There is an old joke about a man searching for his lost keys under a streetlight. A passerby asks where he dropped them. “Over in the park,” he says, “but the light is better here.” We laugh, and then we go build our performance dashboards the same way.
This is the streetlight effect, and its more formal name is the McNamara fallacy, after Robert McNamara, who as Secretary of Defense leaned heavily on quantifiable measures of progress. The social scientist Daniel Yankelovich described it as a four-step slide. First, measure what can easily be measured. That is fine. Second, disregard what cannot easily be measured, or assign it an arbitrary number. That is misleading. Third, assume that what cannot be measured easily is not important. That, he said, is blindness. Fourth, conclude that what cannot be measured does not exist at all. That, he said, is suicide.
Nothing makes the trap more vivid than the current scramble to measure the productivity payoff of AI. A 2026 industry report covered by MIT Sloan Management Review found that nearly nine in ten engineering leaders believe AI tools improved their developers’ productivity, while much of the promised gain shows up in no metric at all. The new work AI creates, the reviewing, the validating, the cognitive load of checking a machine’s output, lands precisely in the dark, outside the dashboard.
It gets stranger. In a controlled study, experienced developers given AI tools actually took longer to finish their tasks, yet afterward they believed the tools had sped them up. The thing that was easy to feel, a sense of speed, pointed the opposite way from the thing that was hard to measure, the actual time. If even the people doing the work misjudge it, imagine what a tidy chart of commits and lines of code is really telling you.
That is the heart of the problem with knowledge work. The easy numbers, tickets closed, hours logged, lines written, measure motion, not value. They are real and not useless, but they are the light near the lamppost. The actual product, good judgment, a problem prevented, a hard call made well, tends to sit in the dark where counting is awkward. And the moment we decide the dark contains nothing worth knowing, we have taken Yankelovich’s fatal fourth step.
The answer is not to throw away the numbers. Quantitative metrics are fast, comparable, and honest about what they capture. The answer is to stop asking them to carry meaning they cannot hold, and to pair them with evidence that reaches into the dark. This is the case for mixed methods, the discipline I keep coming back to. Put the dashboard next to interviews, observation, open-ended questions, and expert judgment. Let the numbers tell you what changed and how much; let the qualitative work tell you what it meant and why. When a metric jumps, the right next question is often not statistical but human: go ask the people what actually happened.
The two kinds of evidence also check each other. Qualitative insight keeps you from worshiping a number that measures the wrong thing, and quantitative measures keep your stories honest and at scale. Neither is the senior partner. A serious evaluation needs both, precisely because the most important effects are so often the ones that do not fit neatly in a cell of a spreadsheet.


§ **Task directions**
Copy out every entry that follows, without a single picture.

Data entries for graphics
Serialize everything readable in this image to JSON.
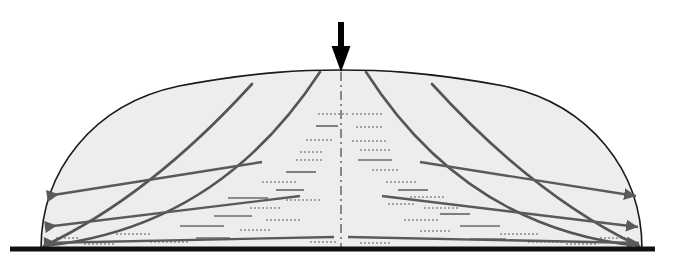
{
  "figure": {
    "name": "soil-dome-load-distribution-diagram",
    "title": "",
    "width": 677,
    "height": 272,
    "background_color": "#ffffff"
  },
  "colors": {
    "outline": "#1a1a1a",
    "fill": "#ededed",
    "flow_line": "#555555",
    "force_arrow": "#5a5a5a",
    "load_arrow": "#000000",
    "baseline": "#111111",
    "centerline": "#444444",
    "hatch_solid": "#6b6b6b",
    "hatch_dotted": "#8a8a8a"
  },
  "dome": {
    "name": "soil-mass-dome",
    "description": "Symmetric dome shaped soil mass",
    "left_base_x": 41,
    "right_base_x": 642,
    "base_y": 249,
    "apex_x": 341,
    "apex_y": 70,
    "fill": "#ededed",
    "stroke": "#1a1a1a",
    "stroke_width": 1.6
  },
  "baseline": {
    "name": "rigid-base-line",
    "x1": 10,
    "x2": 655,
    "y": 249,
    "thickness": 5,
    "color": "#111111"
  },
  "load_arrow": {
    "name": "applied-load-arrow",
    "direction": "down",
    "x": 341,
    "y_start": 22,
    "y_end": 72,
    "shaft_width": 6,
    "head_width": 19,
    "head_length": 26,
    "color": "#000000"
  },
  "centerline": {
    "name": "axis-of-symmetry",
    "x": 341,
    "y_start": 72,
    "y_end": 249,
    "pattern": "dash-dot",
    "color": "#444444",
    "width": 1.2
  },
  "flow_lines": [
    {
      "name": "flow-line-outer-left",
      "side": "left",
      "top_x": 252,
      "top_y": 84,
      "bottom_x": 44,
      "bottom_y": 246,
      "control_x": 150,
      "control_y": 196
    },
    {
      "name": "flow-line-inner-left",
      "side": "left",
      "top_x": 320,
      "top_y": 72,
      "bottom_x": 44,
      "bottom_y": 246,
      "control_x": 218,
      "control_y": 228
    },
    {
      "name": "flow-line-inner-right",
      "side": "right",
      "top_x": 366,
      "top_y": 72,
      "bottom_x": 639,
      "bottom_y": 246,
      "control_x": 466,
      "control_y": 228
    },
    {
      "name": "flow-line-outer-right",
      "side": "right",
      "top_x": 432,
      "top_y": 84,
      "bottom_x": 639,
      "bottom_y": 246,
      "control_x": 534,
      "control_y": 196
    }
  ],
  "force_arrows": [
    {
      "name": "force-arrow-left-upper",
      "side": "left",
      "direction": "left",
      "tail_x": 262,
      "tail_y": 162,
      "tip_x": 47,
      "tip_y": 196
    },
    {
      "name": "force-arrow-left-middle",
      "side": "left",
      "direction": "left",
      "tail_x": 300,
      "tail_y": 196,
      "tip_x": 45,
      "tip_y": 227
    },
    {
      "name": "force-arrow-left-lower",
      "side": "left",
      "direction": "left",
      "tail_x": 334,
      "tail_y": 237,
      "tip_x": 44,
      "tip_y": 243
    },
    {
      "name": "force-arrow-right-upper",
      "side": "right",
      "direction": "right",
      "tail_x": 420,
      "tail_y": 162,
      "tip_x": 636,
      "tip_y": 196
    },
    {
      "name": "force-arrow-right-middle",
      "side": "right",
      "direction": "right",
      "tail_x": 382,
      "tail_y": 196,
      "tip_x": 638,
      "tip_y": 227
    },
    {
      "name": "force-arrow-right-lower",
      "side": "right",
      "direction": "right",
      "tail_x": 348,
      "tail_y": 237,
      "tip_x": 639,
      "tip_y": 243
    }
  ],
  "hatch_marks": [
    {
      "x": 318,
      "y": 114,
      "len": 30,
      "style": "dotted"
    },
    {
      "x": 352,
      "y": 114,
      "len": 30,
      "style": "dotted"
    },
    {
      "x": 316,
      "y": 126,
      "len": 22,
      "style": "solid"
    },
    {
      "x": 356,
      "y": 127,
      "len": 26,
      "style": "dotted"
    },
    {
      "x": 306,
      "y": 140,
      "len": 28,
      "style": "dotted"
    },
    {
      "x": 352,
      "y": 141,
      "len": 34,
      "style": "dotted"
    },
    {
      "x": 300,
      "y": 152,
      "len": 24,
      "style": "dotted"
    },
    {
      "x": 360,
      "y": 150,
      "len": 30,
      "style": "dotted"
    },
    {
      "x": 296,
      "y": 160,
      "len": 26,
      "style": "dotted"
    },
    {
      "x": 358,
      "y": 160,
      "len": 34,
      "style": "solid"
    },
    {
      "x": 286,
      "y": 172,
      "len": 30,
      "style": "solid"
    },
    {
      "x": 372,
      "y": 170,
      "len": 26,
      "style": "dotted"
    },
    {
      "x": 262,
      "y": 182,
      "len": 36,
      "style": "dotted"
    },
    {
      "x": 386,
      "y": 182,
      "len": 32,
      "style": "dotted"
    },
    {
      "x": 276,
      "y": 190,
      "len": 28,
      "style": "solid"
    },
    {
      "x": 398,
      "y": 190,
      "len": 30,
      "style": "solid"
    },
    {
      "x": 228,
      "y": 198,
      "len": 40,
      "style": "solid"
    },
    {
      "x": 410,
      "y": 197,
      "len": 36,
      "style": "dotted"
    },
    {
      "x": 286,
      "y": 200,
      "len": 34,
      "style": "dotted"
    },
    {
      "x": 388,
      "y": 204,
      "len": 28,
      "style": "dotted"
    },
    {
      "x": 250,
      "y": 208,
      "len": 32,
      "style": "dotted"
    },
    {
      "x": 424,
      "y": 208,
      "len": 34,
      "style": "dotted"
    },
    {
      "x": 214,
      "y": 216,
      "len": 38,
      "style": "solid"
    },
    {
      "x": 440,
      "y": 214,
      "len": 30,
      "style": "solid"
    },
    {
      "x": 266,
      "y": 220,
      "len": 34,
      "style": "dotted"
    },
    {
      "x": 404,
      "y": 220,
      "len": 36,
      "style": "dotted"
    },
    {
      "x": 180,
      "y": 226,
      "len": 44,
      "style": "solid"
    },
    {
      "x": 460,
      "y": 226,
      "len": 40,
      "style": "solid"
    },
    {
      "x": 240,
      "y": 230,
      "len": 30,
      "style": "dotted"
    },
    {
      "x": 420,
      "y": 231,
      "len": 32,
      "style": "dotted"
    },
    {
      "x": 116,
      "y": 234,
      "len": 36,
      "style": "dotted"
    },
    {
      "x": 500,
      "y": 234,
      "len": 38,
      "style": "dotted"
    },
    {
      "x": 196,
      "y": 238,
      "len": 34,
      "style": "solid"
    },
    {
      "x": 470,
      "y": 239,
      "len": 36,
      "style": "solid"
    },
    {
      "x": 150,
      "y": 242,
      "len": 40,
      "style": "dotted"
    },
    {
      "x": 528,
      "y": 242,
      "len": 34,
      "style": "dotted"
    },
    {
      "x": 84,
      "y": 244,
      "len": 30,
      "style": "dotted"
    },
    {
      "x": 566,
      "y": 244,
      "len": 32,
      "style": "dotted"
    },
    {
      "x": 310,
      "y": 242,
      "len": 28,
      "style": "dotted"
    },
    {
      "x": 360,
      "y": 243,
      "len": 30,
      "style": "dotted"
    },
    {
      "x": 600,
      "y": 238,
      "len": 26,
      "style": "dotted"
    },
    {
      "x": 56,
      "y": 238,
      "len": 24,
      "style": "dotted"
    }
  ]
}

§ **Answer area**
Serialize everything readable in this image to JSON.
{
  "figure": {
    "name": "soil-dome-load-distribution-diagram",
    "title": "",
    "width": 677,
    "height": 272,
    "background_color": "#ffffff"
  },
  "colors": {
    "outline": "#1a1a1a",
    "fill": "#ededed",
    "flow_line": "#555555",
    "force_arrow": "#5a5a5a",
    "load_arrow": "#000000",
    "baseline": "#111111",
    "centerline": "#444444",
    "hatch_solid": "#6b6b6b",
    "hatch_dotted": "#8a8a8a"
  },
  "dome": {
    "name": "soil-mass-dome",
    "description": "Symmetric dome shaped soil mass",
    "left_base_x": 41,
    "right_base_x": 642,
    "base_y": 249,
    "apex_x": 341,
    "apex_y": 70,
    "fill": "#ededed",
    "stroke": "#1a1a1a",
    "stroke_width": 1.6
  },
  "baseline": {
    "name": "rigid-base-line",
    "x1": 10,
    "x2": 655,
    "y": 249,
    "thickness": 5,
    "color": "#111111"
  },
  "load_arrow": {
    "name": "applied-load-arrow",
    "direction": "down",
    "x": 341,
    "y_start": 22,
    "y_end": 72,
    "shaft_width": 6,
    "head_width": 19,
    "head_length": 26,
    "color": "#000000"
  },
  "centerline": {
    "name": "axis-of-symmetry",
    "x": 341,
    "y_start": 72,
    "y_end": 249,
    "pattern": "dash-dot",
    "color": "#444444",
    "width": 1.2
  },
  "flow_lines": [
    {
      "name": "flow-line-outer-left",
      "side": "left",
      "top_x": 252,
      "top_y": 84,
      "bottom_x": 44,
      "bottom_y": 246,
      "control_x": 150,
      "control_y": 196
    },
    {
      "name": "flow-line-inner-left",
      "side": "left",
      "top_x": 320,
      "top_y": 72,
      "bottom_x": 44,
      "bottom_y": 246,
      "control_x": 218,
      "control_y": 228
    },
    {
      "name": "flow-line-inner-right",
      "side": "right",
      "top_x": 366,
      "top_y": 72,
      "bottom_x": 639,
      "bottom_y": 246,
      "control_x": 466,
      "control_y": 228
    },
    {
      "name": "flow-line-outer-right",
      "side": "right",
      "top_x": 432,
      "top_y": 84,
      "bottom_x": 639,
      "bottom_y": 246,
      "control_x": 534,
      "control_y": 196
    }
  ],
  "force_arrows": [
    {
      "name": "force-arrow-left-upper",
      "side": "left",
      "direction": "left",
      "tail_x": 262,
      "tail_y": 162,
      "tip_x": 47,
      "tip_y": 196
    },
    {
      "name": "force-arrow-left-middle",
      "side": "left",
      "direction": "left",
      "tail_x": 300,
      "tail_y": 196,
      "tip_x": 45,
      "tip_y": 227
    },
    {
      "name": "force-arrow-left-lower",
      "side": "left",
      "direction": "left",
      "tail_x": 334,
      "tail_y": 237,
      "tip_x": 44,
      "tip_y": 243
    },
    {
      "name": "force-arrow-right-upper",
      "side": "right",
      "direction": "right",
      "tail_x": 420,
      "tail_y": 162,
      "tip_x": 636,
      "tip_y": 196
    },
    {
      "name": "force-arrow-right-middle",
      "side": "right",
      "direction": "right",
      "tail_x": 382,
      "tail_y": 196,
      "tip_x": 638,
      "tip_y": 227
    },
    {
      "name": "force-arrow-right-lower",
      "side": "right",
      "direction": "right",
      "tail_x": 348,
      "tail_y": 237,
      "tip_x": 639,
      "tip_y": 243
    }
  ],
  "hatch_marks": [
    {
      "x": 318,
      "y": 114,
      "len": 30,
      "style": "dotted"
    },
    {
      "x": 352,
      "y": 114,
      "len": 30,
      "style": "dotted"
    },
    {
      "x": 316,
      "y": 126,
      "len": 22,
      "style": "solid"
    },
    {
      "x": 356,
      "y": 127,
      "len": 26,
      "style": "dotted"
    },
    {
      "x": 306,
      "y": 140,
      "len": 28,
      "style": "dotted"
    },
    {
      "x": 352,
      "y": 141,
      "len": 34,
      "style": "dotted"
    },
    {
      "x": 300,
      "y": 152,
      "len": 24,
      "style": "dotted"
    },
    {
      "x": 360,
      "y": 150,
      "len": 30,
      "style": "dotted"
    },
    {
      "x": 296,
      "y": 160,
      "len": 26,
      "style": "dotted"
    },
    {
      "x": 358,
      "y": 160,
      "len": 34,
      "style": "solid"
    },
    {
      "x": 286,
      "y": 172,
      "len": 30,
      "style": "solid"
    },
    {
      "x": 372,
      "y": 170,
      "len": 26,
      "style": "dotted"
    },
    {
      "x": 262,
      "y": 182,
      "len": 36,
      "style": "dotted"
    },
    {
      "x": 386,
      "y": 182,
      "len": 32,
      "style": "dotted"
    },
    {
      "x": 276,
      "y": 190,
      "len": 28,
      "style": "solid"
    },
    {
      "x": 398,
      "y": 190,
      "len": 30,
      "style": "solid"
    },
    {
      "x": 228,
      "y": 198,
      "len": 40,
      "style": "solid"
    },
    {
      "x": 410,
      "y": 197,
      "len": 36,
      "style": "dotted"
    },
    {
      "x": 286,
      "y": 200,
      "len": 34,
      "style": "dotted"
    },
    {
      "x": 388,
      "y": 204,
      "len": 28,
      "style": "dotted"
    },
    {
      "x": 250,
      "y": 208,
      "len": 32,
      "style": "dotted"
    },
    {
      "x": 424,
      "y": 208,
      "len": 34,
      "style": "dotted"
    },
    {
      "x": 214,
      "y": 216,
      "len": 38,
      "style": "solid"
    },
    {
      "x": 440,
      "y": 214,
      "len": 30,
      "style": "solid"
    },
    {
      "x": 266,
      "y": 220,
      "len": 34,
      "style": "dotted"
    },
    {
      "x": 404,
      "y": 220,
      "len": 36,
      "style": "dotted"
    },
    {
      "x": 180,
      "y": 226,
      "len": 44,
      "style": "solid"
    },
    {
      "x": 460,
      "y": 226,
      "len": 40,
      "style": "solid"
    },
    {
      "x": 240,
      "y": 230,
      "len": 30,
      "style": "dotted"
    },
    {
      "x": 420,
      "y": 231,
      "len": 32,
      "style": "dotted"
    },
    {
      "x": 116,
      "y": 234,
      "len": 36,
      "style": "dotted"
    },
    {
      "x": 500,
      "y": 234,
      "len": 38,
      "style": "dotted"
    },
    {
      "x": 196,
      "y": 238,
      "len": 34,
      "style": "solid"
    },
    {
      "x": 470,
      "y": 239,
      "len": 36,
      "style": "solid"
    },
    {
      "x": 150,
      "y": 242,
      "len": 40,
      "style": "dotted"
    },
    {
      "x": 528,
      "y": 242,
      "len": 34,
      "style": "dotted"
    },
    {
      "x": 84,
      "y": 244,
      "len": 30,
      "style": "dotted"
    },
    {
      "x": 566,
      "y": 244,
      "len": 32,
      "style": "dotted"
    },
    {
      "x": 310,
      "y": 242,
      "len": 28,
      "style": "dotted"
    },
    {
      "x": 360,
      "y": 243,
      "len": 30,
      "style": "dotted"
    },
    {
      "x": 600,
      "y": 238,
      "len": 26,
      "style": "dotted"
    },
    {
      "x": 56,
      "y": 238,
      "len": 24,
      "style": "dotted"
    }
  ]
}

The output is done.